UPDATE – NKorea hails missile launch despite SKorean skepticism

UPDATES TO ADD SEOUL’S LATER CONDEMNATION

By Alex Jensen

SEOUL (AA) – North Korea insisted Sunday that it had successfully tested a submarine-launched ballistic missile (SLBM), hours after South Korean military officials claimed the North had failed with an attempted SLBM launch in waters east of the peninsula.

The North’s pursuit of SLBM technology has raised equal measures of skepticism and alarm since the country hailed its first launch of a ballistic missile from a submarine last May – outside experts view Pyongyang’s celebrations as premature but also a sign of things to come.

This time, according to Seoul’s Joint Chiefs of Staff, North Korea’s SLBM managed to fly for around 30 kilometers (18.5 miles) on Saturday evening, well short of expectations for a successful test.

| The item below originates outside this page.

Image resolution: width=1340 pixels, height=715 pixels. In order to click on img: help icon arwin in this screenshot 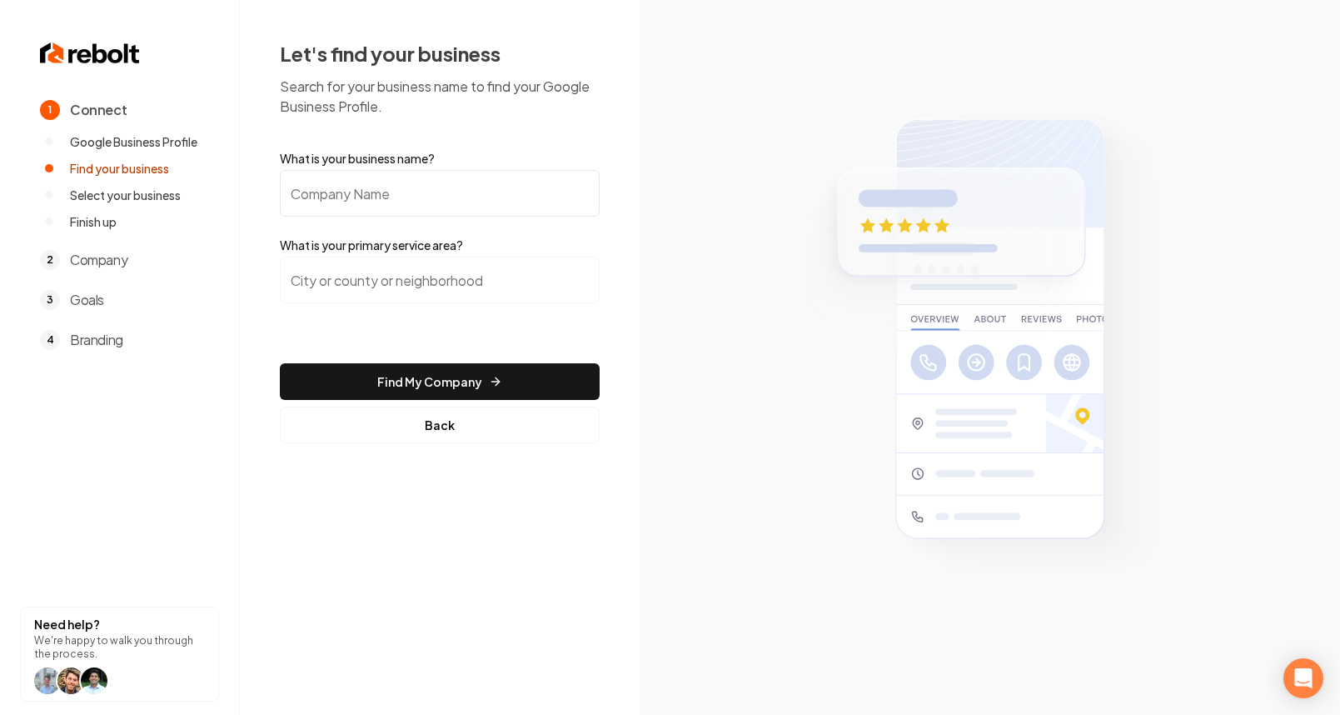, I will do `click(94, 681)`.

But Pyongyang’s state-run North Korean Central News Agency issued a counter-claim by announcing that leader Kim Jong-un had overseen a flawless launch incorporating solid fuel and other technological breakthroughs that the North claims threaten Seoul and Washington.

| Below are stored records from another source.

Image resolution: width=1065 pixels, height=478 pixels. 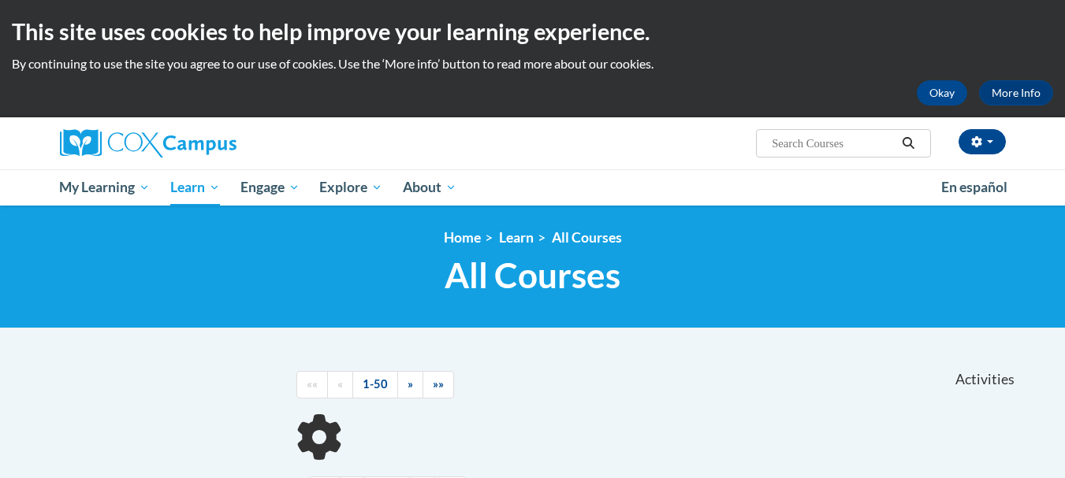 What do you see at coordinates (462, 237) in the screenshot?
I see `a: Home` at bounding box center [462, 237].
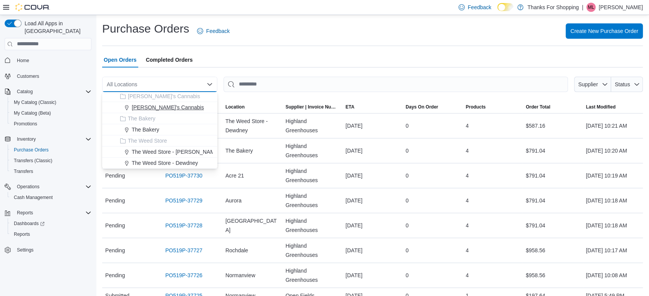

Kim encouraged ongoing efforts to allow North Korea to “mount nuclear attacks on the U.S. imperialists and the South Korean puppet group of traitors any time”.

The U.S. and South Korea fought on the same side during the 1950-53 Korean War, which ended in a ceasefire rather than a peace treaty.

SLBMs are particularly concerning because unlike the North’s land-based threat, they are more likely to go undetected until it is too late.

Seoul publicly condemned North Korea’s latest test Sunday, while calling for action by the United Nations Security Council.

“Regardless of whether the test was a success or not, it is a clear violation of UNSC resolutions,” a foreign ministry spokesperson told reporters.

“The government has warned on various occasions that the North would face stronger and sterner responses from the international community in the event of an additional provocation.”

In a separate briefing, a South Korean defense ministry spokesperson suggested that Pyongyang might be in a position to deploy SLBMs within three years.

North Korea has intensified its nuclear development this year and was hit with strengthened sanctions last month for its fourth ever nuclear test and subsequent rocket launch.

The South also revealed recently that the North had botched a medium-range ballistic missile test involving a relatively new weapon – raising concerns that perceived failures may further pressure the Kim Jong-un regime to conduct a fifth nuclear test before a much-anticipated political congress next month.

Meanwhile, South Korean military sources noted Sunday that North Korea has deployed along the border around 300 multiple launch rocket systems capable of simultaneously raining thousands of projectiles on Seoul.

Yonhap reported that the rockets have twice the range of those used in the fatal shelling of a South Korean border island in 2010.